Michael Yeats

Politician son of the poet


Michael Butler Yeats, politician: born Thame, Oxfordshire 22 August 1921; married Gráinne Ni hEigeartaigh (one son, three daughters); died Dublin 3 January 2007.

As a boy growing up in the 1920s and 1930s Michael Yeats had a formidable and famous father who was, in Roy Foster's elegant phrase, "benevolently removed". W.B. Yeats was often away from home pursuing sexual ecstasy and new poetic inspiration, so the minutiae of fatherhood tended to escape him.

In 1924 Yeats père was living in London at the Savile Club, writing A Vision, when his very practical - though somewhat bibulous - young English wife George (born Georgie Hyde-Lees) wrote to him from Dublin, where, as usual, she was minding the great poet's two children. George suggested that Willie buy his son a mechanical toy for his third birthday. So WBY went to Hamleys and, after deliberations which can only have been delightful to observe, selected a mechanical duck that waved its wings and chimed when pulled along on a string.

According to another biographer, Brenda Maddox, Yeats found in his sixties that his children made him feel old rather than young. To him they were "little bundles of noise and infection" and, if they were ill when he was at home in Dublin, he moved out of the house in Rathfarnham to stay in the Kildare Street Club - in order to save George from having to look after him as well.

The aura which Yeats created around himself was not lost on his two children. Both Anne (born in 1919) and Michael were aware that their father was a great man, their uncle a famous painter and their aunts Lily and Lolly features of the Irish cultural landscape. Roy Foster's biography of W.B. Yeats has a relevant family anecdote from the 1930s - told by the poet himself. Yeats was peripatetic in his search for health and rejuvenation and the family were with him in Rapallo when

Michael stepped on to the road incautiously - upon which Anne struck him rather hard on the face and said: "Michael, don't you understand that if you are killed there will be nobody to continue the family."

Michael Butler (or, as he was momentarily, William Michael) Yeats was born in 1921 at Thame in Oxfordshire. He was sickly at first, but grew to be six feet tall by the time he was 14. He went to school for a time in Switzerland for his health but as a teenager he attended St Columba's, perhaps the leading Protestant boarding school in Ireland. There he excelled at history and maths and grew fascinated by politics. By the age of 17 he was confident enough to challenge his father in discussions about the state of Europe, then paralysed by the Czech crisis of 1938.

When the poet died, aged 73, in 1939 Michael went to the Riviera with his godfather the Abbey Theatre director Lennox Robinson ("in a state of shock and probably something else as well") to plead for the swift return of the body for a big funeral in Ireland. But George had already had her husband buried in Roquebrune and it was not until nearly 10 years later, in 1948, that the coffin, containing what was alleged to be the poet's body, was met by the family in Sligo and buried in the shadow of Ben Bulben.

In his father's will Michael was awarded the European royalties on his father's work and Anne the American. Considering the huge gap in temperament between father and son and W.B.'s cavalier treatment of his mother, Michael's stewardship of the Yeats legacy, over a period of nearly 70 years, was remarkable. Roy Foster praises their

discerning care of the . . . material in their possession. And the courtesy and generosity with which they [Michael and Anne] have always met scholarly enquiries.

Over many years Michael Yeats donated a large part of his father's papers to the National Library in Dublin - despite tempting offers of seven-figure sums.

Looking after his father's estate, along with his mother and sister, was, however, only a part of Michael Yeats's life. After school he went to Trinity College Dublin, where he gained first class honours in History. He then qualified as a lawyer but did not practise. His heart was in politics; he joined Fianna Fáil - "Dev's party" - and after the usual apprenticeship in losing elections he became a Senator in the Dáil for 20 years from 1961 and an MEP for six in the 1970s. He also spent six years as a Director General of the EEC Council of Ministers in Brussels in the 1980s. He was proud of Ireland's economic renaissance and felt that it had given the country true independence at last.

Michael Yeats was married to the distinguished Irish singer and harpist Gráinne Yeats, who survives him.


### To do
From the listing below, pull out the lines that hold "Saharan".

### Task material
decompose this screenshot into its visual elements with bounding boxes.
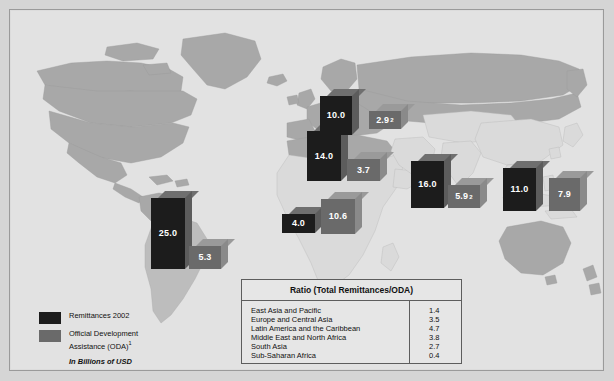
ratio-row-value: 1.4 bbox=[408, 306, 461, 315]
ratio-row-label: Middle East and North Africa bbox=[242, 333, 408, 342]
world-map-plate: 11.07.914.03.710.02.9225.05.34.010.616.0… bbox=[11, 11, 602, 369]
marker-top-face bbox=[510, 161, 550, 168]
legend-item-oda: Official Development Assistance (ODA)1 bbox=[39, 329, 189, 351]
ratio-row-label: South Asia bbox=[242, 342, 408, 351]
legend-label-remittances: Remittances 2002 bbox=[69, 311, 129, 321]
map-marker-remittances: 25.0 bbox=[151, 191, 192, 269]
marker-front-face: 16.0 bbox=[411, 161, 444, 208]
marker-value: 2.9 bbox=[376, 116, 389, 125]
ratio-table-row: South Asia2.7 bbox=[242, 342, 461, 351]
ratio-table-title: Ratio (Total Remittances/ODA) bbox=[242, 280, 461, 301]
marker-side-face bbox=[352, 89, 359, 135]
ratio-row-label: Sub-Saharan Africa bbox=[242, 351, 408, 360]
marker-top-face bbox=[328, 192, 369, 199]
legend-label-oda: Official Development Assistance (ODA)1 bbox=[69, 329, 138, 351]
ratio-table-body: East Asia and Pacific1.4Europe and Centr… bbox=[242, 301, 461, 364]
ratio-table-row: Latin America and the Caribbean4.7 bbox=[242, 324, 461, 333]
ratio-table-divider bbox=[409, 301, 410, 364]
marker-top-face bbox=[418, 154, 458, 161]
legend-swatch-oda bbox=[39, 330, 61, 342]
ratio-row-value: 0.4 bbox=[408, 351, 461, 360]
map-marker-oda: 2.92 bbox=[369, 104, 408, 129]
marker-side-face bbox=[536, 161, 543, 211]
map-marker-oda: 3.7 bbox=[347, 152, 387, 181]
map-marker-remittances: 11.0 bbox=[503, 161, 543, 211]
marker-front-face: 2.92 bbox=[369, 111, 401, 129]
marker-front-face: 4.0 bbox=[282, 214, 315, 233]
ratio-table-row: Middle East and North Africa3.8 bbox=[242, 333, 461, 342]
marker-front-face: 25.0 bbox=[151, 198, 185, 269]
marker-front-face: 11.0 bbox=[503, 168, 536, 211]
ratio-row-value: 3.5 bbox=[408, 315, 461, 324]
map-marker-oda: 5.3 bbox=[189, 239, 228, 269]
marker-front-face: 3.7 bbox=[347, 159, 380, 181]
legend-swatch-remittances bbox=[39, 312, 61, 324]
ratio-row-label: East Asia and Pacific bbox=[242, 306, 408, 315]
ratio-row-value: 2.7 bbox=[408, 342, 461, 351]
ratio-table-row: East Asia and Pacific1.4 bbox=[242, 306, 461, 315]
legend-units-note: In Billions of USD bbox=[69, 357, 189, 366]
ratio-row-value: 4.7 bbox=[408, 324, 461, 333]
marker-top-face bbox=[158, 191, 199, 198]
map-marker-remittances: 16.0 bbox=[411, 154, 451, 208]
marker-front-face: 5.3 bbox=[189, 246, 221, 269]
marker-value: 25.0 bbox=[159, 229, 177, 238]
legend-oda-footnote-marker: 1 bbox=[129, 340, 132, 346]
marker-value: 11.0 bbox=[511, 185, 529, 194]
ratio-table-row: Sub-Saharan Africa0.4 bbox=[242, 351, 461, 360]
legend-label-oda-line1: Official Development bbox=[69, 329, 138, 338]
marker-value: 10.0 bbox=[327, 111, 345, 120]
marker-value: 5.9 bbox=[455, 192, 468, 201]
ratio-table: Ratio (Total Remittances/ODA) East Asia … bbox=[241, 279, 462, 364]
ratio-row-value: 3.8 bbox=[408, 333, 461, 342]
ratio-row-label: Europe and Central Asia bbox=[242, 315, 408, 324]
screenshot-root: 11.07.914.03.710.02.9225.05.34.010.616.0… bbox=[0, 0, 614, 381]
marker-front-face: 5.92 bbox=[448, 185, 480, 208]
marker-value: 5.3 bbox=[198, 253, 211, 262]
marker-side-face bbox=[580, 171, 587, 211]
marker-footnote-marker: 2 bbox=[469, 194, 473, 200]
map-marker-oda: 10.6 bbox=[321, 192, 362, 234]
marker-value: 14.0 bbox=[315, 152, 333, 161]
marker-value: 7.9 bbox=[558, 190, 571, 199]
marker-footnote-marker: 2 bbox=[390, 117, 394, 123]
marker-side-face bbox=[380, 152, 387, 181]
marker-value: 10.6 bbox=[329, 212, 347, 221]
map-marker-oda: 7.9 bbox=[549, 171, 587, 211]
marker-side-face bbox=[221, 239, 228, 269]
legend-item-remittances: Remittances 2002 bbox=[39, 311, 189, 324]
marker-front-face: 14.0 bbox=[307, 131, 341, 181]
marker-top-face bbox=[354, 152, 394, 159]
map-marker-oda: 5.92 bbox=[448, 178, 487, 208]
marker-front-face: 10.6 bbox=[321, 199, 355, 234]
marker-value: 4.0 bbox=[292, 219, 305, 228]
marker-side-face bbox=[480, 178, 487, 208]
marker-side-face bbox=[355, 192, 362, 234]
map-legend: Remittances 2002 Official Development As… bbox=[39, 311, 189, 366]
ratio-table-row: Europe and Central Asia3.5 bbox=[242, 315, 461, 324]
ratio-row-label: Latin America and the Caribbean bbox=[242, 324, 408, 333]
marker-value: 3.7 bbox=[357, 166, 370, 175]
legend-label-oda-line2: Assistance (ODA) bbox=[69, 341, 129, 350]
map-marker-remittances: 10.0 bbox=[320, 89, 359, 135]
marker-front-face: 10.0 bbox=[320, 96, 352, 135]
marker-value: 16.0 bbox=[418, 180, 436, 189]
marker-front-face: 7.9 bbox=[549, 178, 580, 211]
map-marker-remittances: 4.0 bbox=[282, 207, 322, 233]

### Answer box
ratio-row-label: Sub-Saharan Africa bbox=[242, 351, 408, 360]
ratio-table-row: Sub-Saharan Africa0.4 bbox=[242, 351, 461, 360]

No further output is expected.